Hyperacute pathophysiology of traumatic and vascular brain injury captured by ultrasound, photoacoustic, and magnetic resonance imaging

Cerebrovascular dynamics and pathomechanisms that evolve in the minutes and hours following traumatic vascular injury in the brain remain largely unknown. We investigated the pathophysiology evolution within the first three hours after closed-head traumatic brain injury (TBI) and subarachnoid hemorrhage (SAH), two common traumatic vascular injuries, in mice. We took a multi-modal imaging approach using photoacoustic, color Doppler, and magnetic resonance imaging (MRI) in mice. Brain oxygenation (%sO2) and velocity-weighted volume of blood flow (VVF) values significantly decreased from baseline to fifteen minutes after both TBI and SAH. TBI resulted in 19.2% and 41.0% ipsilateral %sO2 and VVF reductions 15 minutes post injury while SAH resulted in 43.9% %sO2 and 85.0% VVF reduction ipsilaterally (p<0.001).

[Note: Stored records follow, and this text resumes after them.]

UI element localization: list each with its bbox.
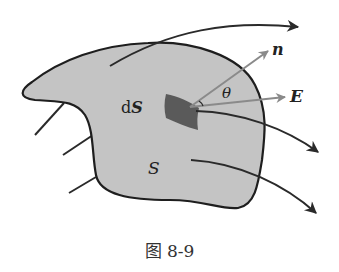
field-label-E: E — [290, 86, 303, 106]
figure-caption: 图 8-9 — [0, 237, 339, 262]
area-element-label: dS — [121, 98, 143, 117]
field-line-left-2 — [63, 135, 93, 155]
angle-label-theta: θ — [222, 84, 231, 102]
area-element-label-S: S — [131, 98, 143, 117]
field-line-left-3 — [69, 177, 96, 193]
surface-label-S: S — [148, 158, 160, 178]
area-element-label-d: d — [121, 98, 131, 117]
field-line-left-1 — [35, 103, 64, 135]
electric-flux-diagram — [0, 0, 339, 272]
normal-label-n: n — [272, 40, 284, 59]
surface-S — [23, 43, 265, 209]
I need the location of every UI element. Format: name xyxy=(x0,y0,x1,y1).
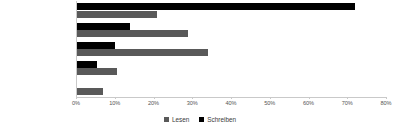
x-tick-mark xyxy=(76,97,77,99)
x-tick-label: 70% xyxy=(332,100,362,106)
x-tick-mark xyxy=(115,97,116,99)
x-tick-label: 40% xyxy=(216,100,246,106)
x-tick-mark xyxy=(309,97,310,99)
x-tick-mark xyxy=(192,97,193,99)
bar-group xyxy=(76,39,386,58)
bar-lesen xyxy=(76,30,188,37)
legend-item-schreiben[interactable]: Schreiben xyxy=(199,116,236,123)
bar-group xyxy=(76,1,386,20)
bar-lesen xyxy=(76,88,103,95)
category-row: mehrmals täglich xyxy=(76,78,386,97)
bar-lesen xyxy=(76,49,208,56)
bar-lesen xyxy=(76,11,157,18)
x-tick-mark xyxy=(270,97,271,99)
x-tick-label: 10% xyxy=(100,100,130,106)
legend-label: Lesen xyxy=(172,116,189,123)
category-row: monatlich xyxy=(76,20,386,39)
x-tick-label: 60% xyxy=(294,100,324,106)
legend-item-lesen[interactable]: Lesen xyxy=(164,116,189,123)
x-tick-label: 0% xyxy=(61,100,91,106)
x-tick-mark xyxy=(154,97,155,99)
x-tick-label: 30% xyxy=(177,100,207,106)
chart-legend: LesenSchreiben xyxy=(0,116,400,123)
category-row: täglich xyxy=(76,59,386,78)
y-axis-line xyxy=(76,1,77,97)
x-tick-mark xyxy=(347,97,348,99)
bar-group xyxy=(76,59,386,78)
bar-chart: seltener als monatlichmonatlichwöchentli… xyxy=(0,0,400,131)
x-tick-label: 50% xyxy=(255,100,285,106)
plot-area: seltener als monatlichmonatlichwöchentli… xyxy=(76,1,386,97)
bar-schreiben xyxy=(76,3,355,10)
legend-swatch-icon xyxy=(164,117,169,122)
bar-schreiben xyxy=(76,61,97,68)
x-tick-mark xyxy=(386,97,387,99)
category-row: seltener als monatlich xyxy=(76,1,386,20)
bar-group xyxy=(76,78,386,97)
legend-swatch-icon xyxy=(199,117,204,122)
bar-schreiben xyxy=(76,42,115,49)
x-tick-label: 80% xyxy=(371,100,400,106)
legend-label: Schreiben xyxy=(207,116,236,123)
bar-group xyxy=(76,20,386,39)
bar-lesen xyxy=(76,68,117,75)
x-tick-label: 20% xyxy=(139,100,169,106)
category-row: wöchentlich xyxy=(76,39,386,58)
bar-schreiben xyxy=(76,23,130,30)
x-tick-mark xyxy=(231,97,232,99)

We found partial recovery of %sO2 from 15 minutes to 3-hours after injury for TBI but not SAH. Hemorrhage, edema, reduced perfusion, and altered diffusivity were evident from MRI scans acquired 90-150 minutes after injury in both models although the spatial distribution was mostly focal for TBI and diffuse for SAH. The results reveal that the cerebral %sO2 deficits immediately following injuries are reversible for TBI and irreversible for SAH. Our findings can inform future studies on mitigating these early responses to improve long-term recovery.